Paul's teaching in 1 Corinthians 7 is one of the most honest things in the New Testament about marriage difficulty. He acknowledges that marriage involves "trouble in the flesh" — the Greek is thlipsis, the same word translated "tribulation" elsewhere. He is not surprised that marriage is hard. He expected it to be. What he doesn't do is use that difficulty as a reason to abandon it. He also speaks practically to situations where separation has already happened (v.10–11) and to marriages where one spouse may not share the other's faith (v.12–14). This is pastoral theology for real situations, not idealized ones.
Hosea is the most demanding marriage book in the Old Testament, and it almost never appears in marriage sermons. God commands the prophet to marry a woman named Gomer who will be unfaithful to him — not as a punishment, but as a picture. And when she leaves and ends up sold, God commands him again: go buy her back. "So I bought her to me for fifteen pieces of silver, and for an homer of barley, and an half homer of barley." That is not a romantic story. It is a picture of covenant faithfulness that costs everything, pursued not because the other person earned it but because the covenant itself is the point.
Ephesians 5 is usually read through the lens of roles, but it is first a passage about sacrifice. Paul sets the standard for a husband as Christ's self-giving for the church — which included washing, forming, patient endurance over time. The wife's response of willing trust assumes a husband doing something trustworthy. These two things are supposed to reinforce each other, not operate independently or be deployed as arguments in a conflict.
Ecclesiastes 9:9 is a verse that rarely makes it into marriage devotionals: "Live joyfully with the wife whom thou lovest all the days of the life of thy vanity." Qohelet — who sees the world with clear eyes, stripped of illusion — still lands here. In a life full of hebel, breath, uncertainty, you have this: the person beside you, the ordinary days, the ordinary joy available in them. That is not a small thing.
Commentary is from a charismatic Protestant perspective, drawing on KJV text and public-domain sources including Spurgeon, Andrew Murray, and Matthew Henry.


== Exercise description ==
What should come back is the data below, word for word, minus any picture.

== Data records ==
┄┄┄┄┄┄
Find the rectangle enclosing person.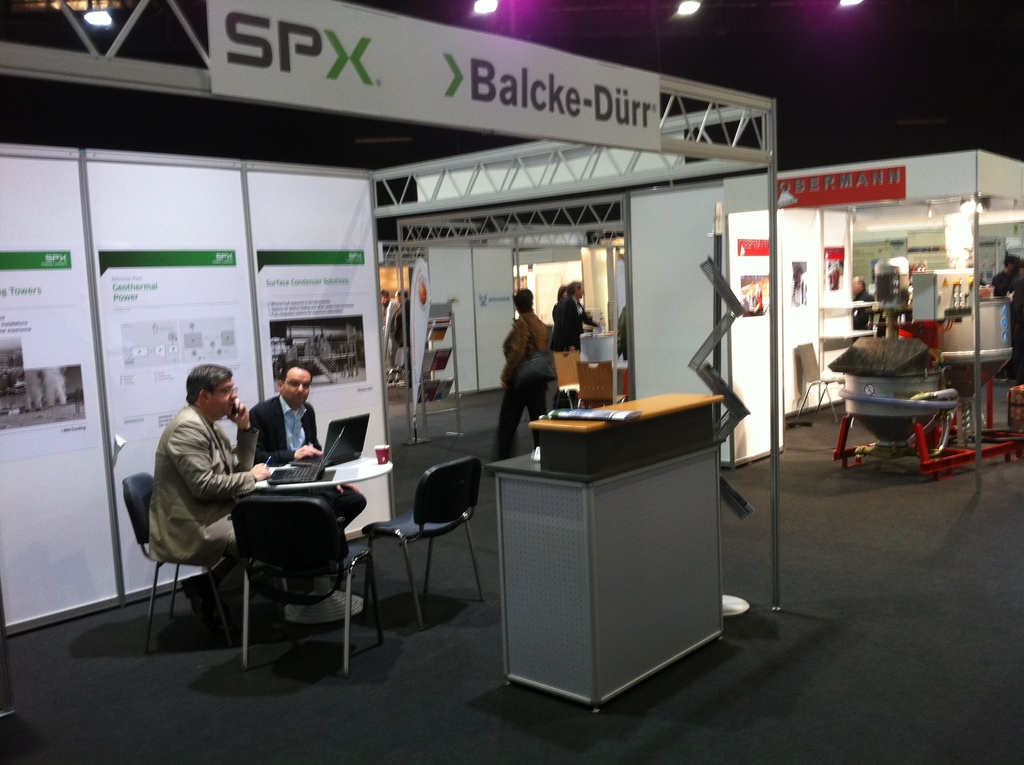
left=1011, top=266, right=1023, bottom=380.
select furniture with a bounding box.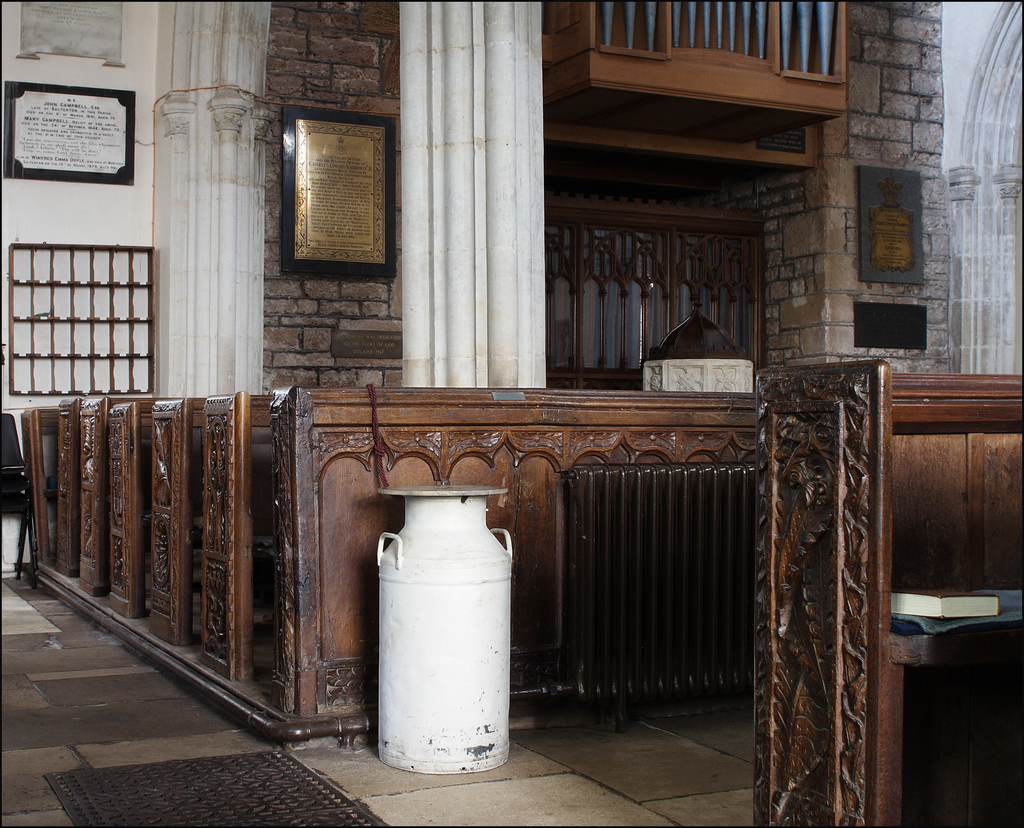
(left=752, top=357, right=1023, bottom=827).
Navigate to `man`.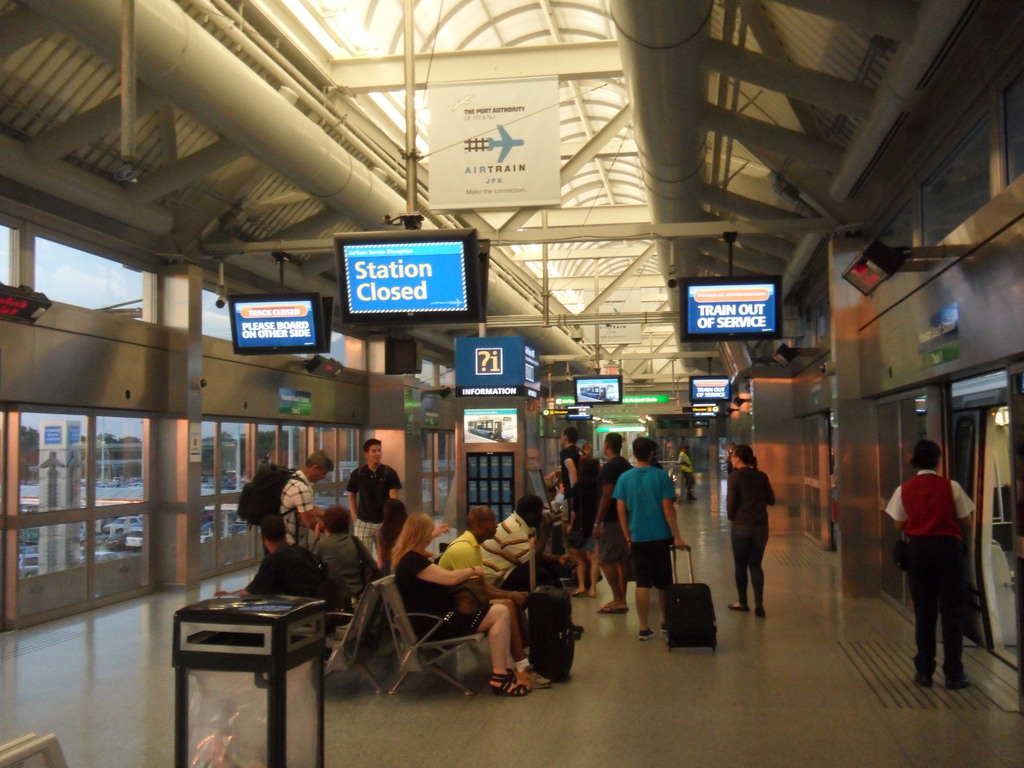
Navigation target: bbox(589, 433, 635, 609).
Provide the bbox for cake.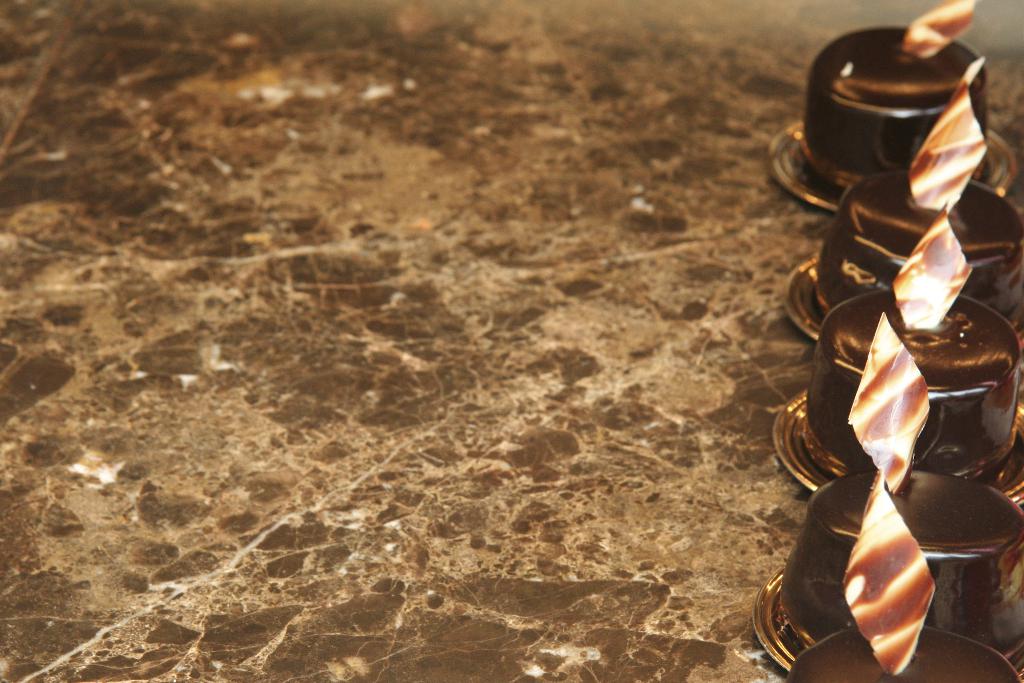
[803, 0, 989, 177].
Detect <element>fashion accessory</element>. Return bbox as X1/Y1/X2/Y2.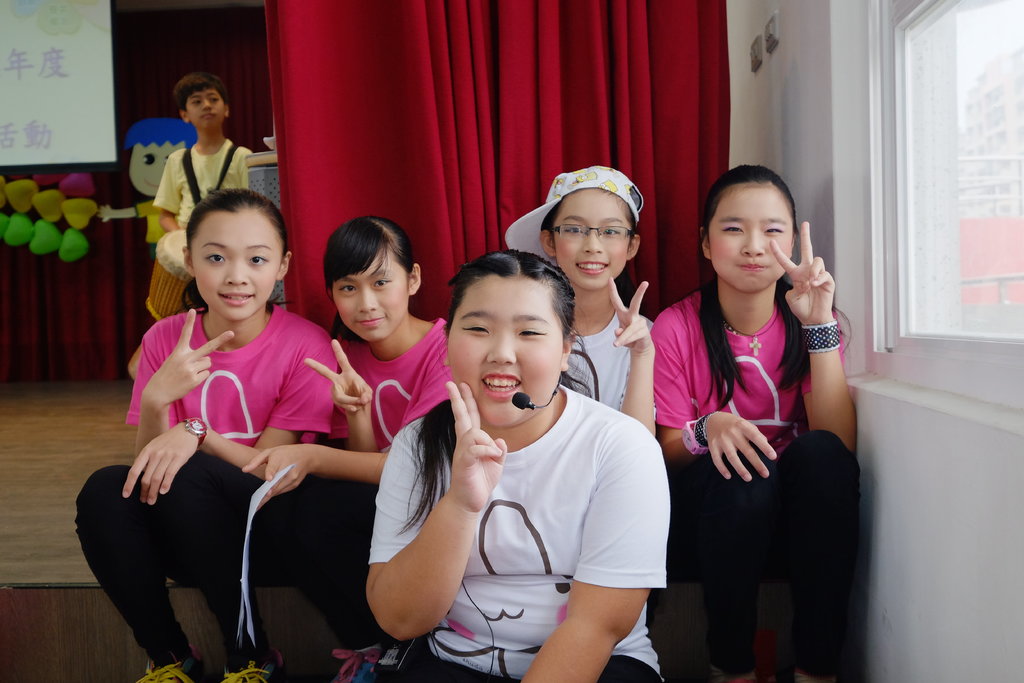
551/226/640/240.
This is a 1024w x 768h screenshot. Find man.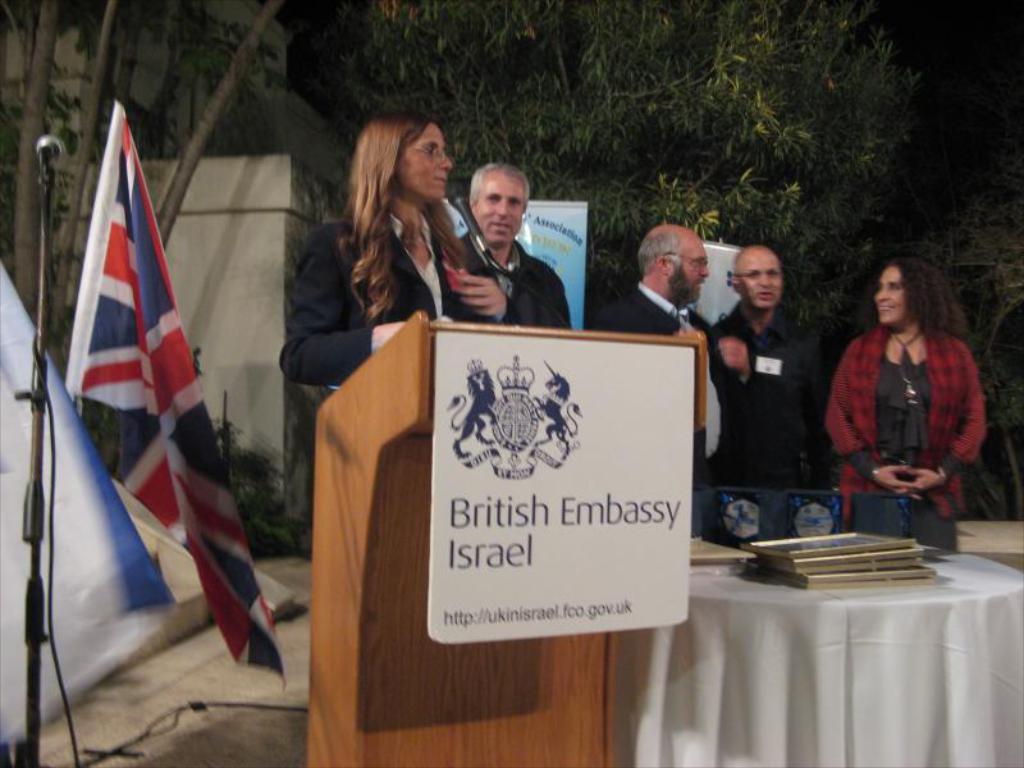
Bounding box: [595, 221, 741, 489].
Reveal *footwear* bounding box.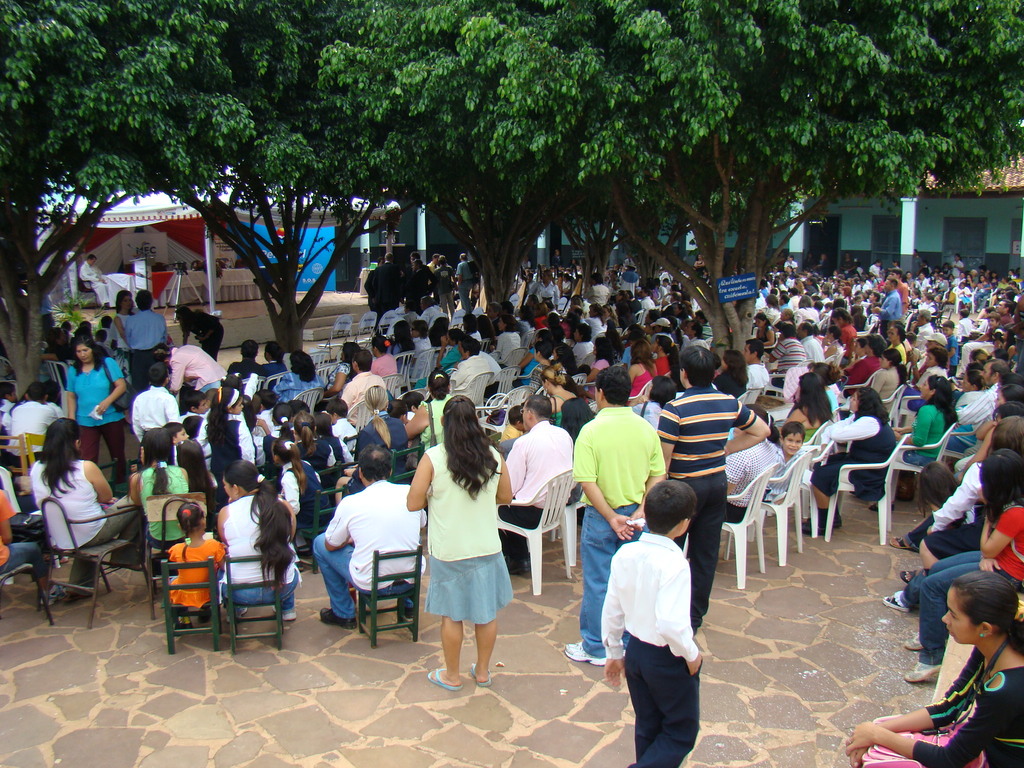
Revealed: 882, 590, 915, 620.
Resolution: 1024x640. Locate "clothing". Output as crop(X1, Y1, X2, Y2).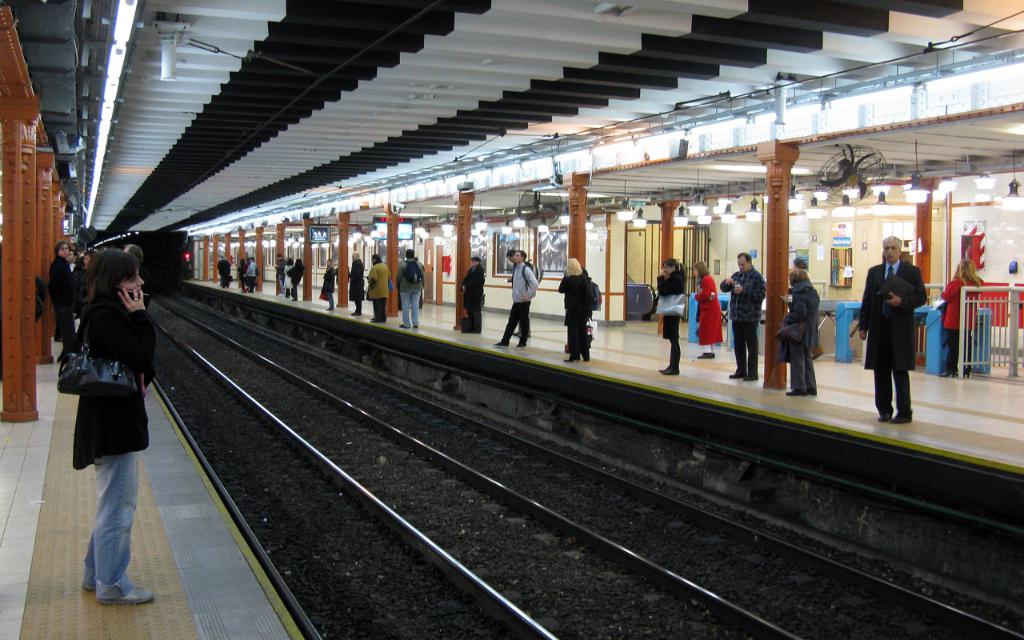
crop(348, 259, 365, 314).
┄┄┄┄┄┄
== Problem solution ==
Find the rectangle enclosing person.
left=1011, top=266, right=1023, bottom=380.
select furniture with a bounding box.
(left=752, top=357, right=1023, bottom=827).
Navigate to `man`.
Navigation target: bbox(589, 433, 635, 609).
Provide the bbox for cake.
[803, 0, 989, 177].
Detect <element>fashion accessory</element>. Return bbox as X1/Y1/X2/Y2.
551/226/640/240.
This is a 1024w x 768h screenshot. Find man.
Bounding box: [595, 221, 741, 489].
Reveal *footwear* bounding box.
Revealed: 882, 590, 915, 620.
Resolution: 1024x640. Locate "clothing". Output as crop(X1, Y1, X2, Y2).
crop(348, 259, 365, 314).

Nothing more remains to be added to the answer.